"Bored city, valentines day 1982.
I met a girl today...
I don't remember her name yet,
I'm calling her Halo..."
2GQ conducted a bunch of exquisite corpse experiments in 2004. The results were published in 2GQ #2 and in 2GQ #3, and were part of our "Exquisite Language" event at the Heathman Hotel as part of the Enteractive Language Festival.
Here's one by R. V. Branham (of Gobshite Quarterly fame), Mark Gunderson (aka ECC/the Evolution Control Committee), Joe Matheny (of STARE and other projects), Alaura O'Dell (formerly of Psychic TV, in another incarnation), Ninah Pixie (who produced the incredible 3-disc international collection, "Women Take Back the Noise," on Ubuibi Records), Julian Tulip (of Julian Tulip's Licorice and Cancer Fags), and dAS (of Big City Orchestra). Madness, I'm telling you, madness!
And Sky Fucks Tobacco
an exquisite corpse experiment in collaborative poetic lunacy by R.V. Branham, Mark Gunderson, Joseph Matheny, Alaura O'Dell, Ninah Pixie, Julian Tulip, and dAS.
Bored city, valentines day 1982.
I met a girl today...
I don't remember her name yet,
I'm calling her Halo,
She's a waitress by night, a waistress by day.
Serving up dice and droppers, pins and razors, makes me real anxious and a bit pushy.
I ask for a water, she brings me a pinwheel.
--
Let's go get ice cream!
Hurray!
The blitzkrieg only incited further riots for the next four centuries,
causing all children to become invisible.
My fellow Americans, "Twice as much happens".
In a day of darkness I dream solid nightmares
as the cloud of immense grief overtakes my soul.
---
I step back when she brings my order.
The order is always barked, harshly, I know she loves me, she calls my bluff, she makes me angry, she insists that I fold, yet I do not. Is this not a inequitable relationship? Why do I persevere? Why do I insist on holding out for something to change, be different, to roll up snake eyes?

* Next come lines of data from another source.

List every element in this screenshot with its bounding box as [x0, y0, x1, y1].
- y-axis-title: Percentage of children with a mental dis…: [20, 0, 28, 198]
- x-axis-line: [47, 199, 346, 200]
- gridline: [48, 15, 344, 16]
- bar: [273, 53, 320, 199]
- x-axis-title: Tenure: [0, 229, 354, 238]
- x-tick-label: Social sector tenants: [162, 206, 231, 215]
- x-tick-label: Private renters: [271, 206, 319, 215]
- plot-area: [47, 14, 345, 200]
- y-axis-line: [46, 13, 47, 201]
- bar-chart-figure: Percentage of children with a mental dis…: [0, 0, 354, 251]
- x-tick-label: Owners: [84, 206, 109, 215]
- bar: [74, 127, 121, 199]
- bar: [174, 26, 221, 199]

It is because I am a gambler at heart. and a gambler has won my heart in a game I never knew I was playing until it was too late.
----
I ask for a menu, she brings me a volume of Pascal's Provincial
letters. A small choochoo train circles & winds its way from
the formica runway of a counter to the individual tables,
bearing empty plates with crumbs, & condiments in foil & plastic
tubing. When I try to look at what others diners are eating, I
I am shot the most hostile & withering of looks. The waitress
has do a constant & dodgy mambo to negotiate the admittedly
small train tracks. I do not know the tracks' gauge.
An hour passes, digitally by my watch, sidereally by the
sundial's reckoning.
I order from the Provincial letters, & she informs me that
the new cook is getting his sea legs & might not know that
particular recipe.
A day passes, & the barometric pressure changes. I get a
headache.
The waitress mambos past. I ask for a key to the loo, & I get
the keys to the kingdom. Okay. Fine. We'll work with what
we have been dealt. & by no small coincidence this kingdom
is the kingdom of my birth. I try to book a flight to the
kingdom & am told by my travel agent that the kingdom been
crushed by a military coup.
A week passes. Other diners come & go, some have stayed possibly
longer than I, some order & some don't. Again I cannot look
too closely or they throw things. Looks, plates, salad forks,
steak knives.
My meal arrives. It is not at all what I asked for but it
will do. After all, I had asked for something from Pascal,
& instead she has brought me a rocket launcher & a kevlar
vest.
A month which includes a blue moon passes.
I ask for the bill.
----
The waitress distressess, the water unrolls.
She serves up mice and drunkard's shins, and razors make me real
Cutting my shins to the bone
I'm so thirsty.
Where's that damned water?
----
She offers it with a frown.
I slip it into her spine, draw off some fluid, and
add it to my cocktail.
"Thank you," I say, and roll the dice.
"A girl in your position should learn to smile."
----
Bored city, valentines day 1982.
I met a girl today...
I don't remember her name yet,
I'm calling her Halo,
She's a waitress by night, a waistress by day.
Serving up dice and droppers, pins and razors, makes me real anxious and a bit pushy.
I ask for a water, she brings me a pinwheel.
I love her now.
I am literally looking up at forever, makes me so sad I'm going to need an umbrella for my eyes.
Title taken from a bibliomancy reading using The Encyclopedia of Superstitions (E. and M.A.Radford, Christina Hole Ed., 1961; Helicon, Oxford), Verbal Abuse (No.2, "The Future," Fall 1993. "Max Blagg Detourns Gap TV Commercial"), and Scribners (June 1930, "Dangerous Man" by Oliver La Farge).